Let's take a look at the difference between how a web search engine, such as Google, serves relevant search results compared to the iTunes store. There is an interesting tradeoff happening.
Google indexes such a colossal amount of web pages that the potential results can not possibly be human curated. Google has to rely on algorithmically detecting bad results and filtering them out.
Apple has to deal with only around 700,000 apps, and every app has to undergo a review process in which all the content that the user will ever see will be looked over by a real human.
As such, Apple does not have to worry about 'bad' content showing up in searches, unless a developer hides malicious code in a clever way. Even then, the app icons, names, descriptions and pictures are all curated. Google, on the other hand, has to deal with everything the Internet can possibly throw at them, and so relies heavily on a lot of statistical rules and machine learning to filter out malicious content.
Google has to index pages submitted by people all over the world that it has no business relations with, and can at best rely on looking at information such as whois data, ip addresses and other information to figure out the ownership of websites.
Apple has the credit card information, billing address, phone number, real names and all other kinds of information about developers that submit apps to them. Developers can be held responsible for their content, and the barrier of entry requires higher technical skills -- one must own a OSX device, install xcode, etc.
Once again Google has to rely on much more complicated algorithms to serve relevant results because they simply can not trust the content on the web pages. Google has developed very complicated tools to understand the intent of a web page, analyze the relevancy and category and figure out if a web page is relevant to a result, etc.
Apple places a lot of trust in the App developer, it's up to the developer to figure out what their app is relevant to. Therefore, more of the responsibility for App Store discovery is in the hands of the app developer. This is a reasonable assumption only because apps are reviewed and any underhanded tactics will be caught, and the developer risks losing their $99 fee.
Google indexes a large amount of pages on an individual site, so a very large site such as cnn.com may have tens of thousands of pages, each indexed and showing up in search results for a net total of an immense amount of search terms.
Apple only gives apps 100 characters worth of space to select keywords, so even an extremely popular app such as Angry Birds is limited in scope on what keywords it can show up for. Companies can make different versions of their game with slightly different keywords, but nothing will ever come close to the amount of terms a large site can have.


(What to produce):
Using the entries below, say how many of the lines carry "lower". Write the number alone.
* * * *
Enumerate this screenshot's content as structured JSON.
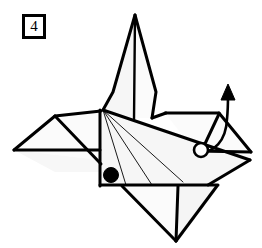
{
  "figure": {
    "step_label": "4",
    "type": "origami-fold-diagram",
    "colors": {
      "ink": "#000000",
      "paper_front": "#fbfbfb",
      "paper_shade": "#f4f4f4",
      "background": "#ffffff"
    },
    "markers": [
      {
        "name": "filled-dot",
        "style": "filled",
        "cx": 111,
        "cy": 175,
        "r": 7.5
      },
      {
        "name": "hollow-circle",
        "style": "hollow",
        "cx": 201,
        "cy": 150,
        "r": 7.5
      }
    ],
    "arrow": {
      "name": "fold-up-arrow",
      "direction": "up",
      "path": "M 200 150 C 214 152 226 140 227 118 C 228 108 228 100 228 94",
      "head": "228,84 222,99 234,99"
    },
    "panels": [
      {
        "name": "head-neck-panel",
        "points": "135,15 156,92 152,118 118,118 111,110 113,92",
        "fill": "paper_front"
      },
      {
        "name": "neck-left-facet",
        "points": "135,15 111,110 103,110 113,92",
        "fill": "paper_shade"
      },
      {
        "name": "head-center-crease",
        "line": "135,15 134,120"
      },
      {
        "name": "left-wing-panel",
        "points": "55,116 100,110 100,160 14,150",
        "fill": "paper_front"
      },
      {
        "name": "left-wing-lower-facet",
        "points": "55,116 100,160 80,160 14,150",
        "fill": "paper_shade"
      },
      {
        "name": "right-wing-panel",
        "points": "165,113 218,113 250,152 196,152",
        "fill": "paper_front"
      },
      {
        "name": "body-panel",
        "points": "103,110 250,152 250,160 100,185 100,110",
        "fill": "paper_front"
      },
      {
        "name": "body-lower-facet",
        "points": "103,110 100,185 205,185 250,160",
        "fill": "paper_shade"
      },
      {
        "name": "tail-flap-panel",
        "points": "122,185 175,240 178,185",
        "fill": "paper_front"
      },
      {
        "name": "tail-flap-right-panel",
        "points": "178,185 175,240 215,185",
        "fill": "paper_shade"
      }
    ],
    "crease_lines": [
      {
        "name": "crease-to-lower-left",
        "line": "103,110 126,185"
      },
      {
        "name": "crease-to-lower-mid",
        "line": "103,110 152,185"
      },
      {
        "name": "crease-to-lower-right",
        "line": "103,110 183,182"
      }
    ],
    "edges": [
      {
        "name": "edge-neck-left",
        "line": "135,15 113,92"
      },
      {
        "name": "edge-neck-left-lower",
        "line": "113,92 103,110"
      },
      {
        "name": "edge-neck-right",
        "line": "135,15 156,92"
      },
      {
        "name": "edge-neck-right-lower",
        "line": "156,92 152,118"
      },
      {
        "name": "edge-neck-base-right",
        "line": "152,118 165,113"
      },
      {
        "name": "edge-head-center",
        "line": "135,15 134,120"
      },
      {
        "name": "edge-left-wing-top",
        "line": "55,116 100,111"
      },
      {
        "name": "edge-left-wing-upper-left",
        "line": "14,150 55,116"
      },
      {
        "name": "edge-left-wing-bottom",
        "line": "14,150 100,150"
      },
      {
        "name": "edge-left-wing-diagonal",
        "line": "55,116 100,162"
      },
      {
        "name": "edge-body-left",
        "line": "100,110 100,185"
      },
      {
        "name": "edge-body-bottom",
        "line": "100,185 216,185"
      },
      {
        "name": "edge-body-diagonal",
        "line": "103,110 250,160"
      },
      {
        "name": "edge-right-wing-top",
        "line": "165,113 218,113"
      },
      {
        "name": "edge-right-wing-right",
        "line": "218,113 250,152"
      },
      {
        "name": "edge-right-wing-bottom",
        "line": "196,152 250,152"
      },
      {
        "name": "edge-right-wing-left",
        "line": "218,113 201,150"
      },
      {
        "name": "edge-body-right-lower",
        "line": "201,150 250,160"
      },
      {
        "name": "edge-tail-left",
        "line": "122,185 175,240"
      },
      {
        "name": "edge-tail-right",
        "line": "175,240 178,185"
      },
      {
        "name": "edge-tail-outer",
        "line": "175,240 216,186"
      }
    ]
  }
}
* * * *
(Written answer):
8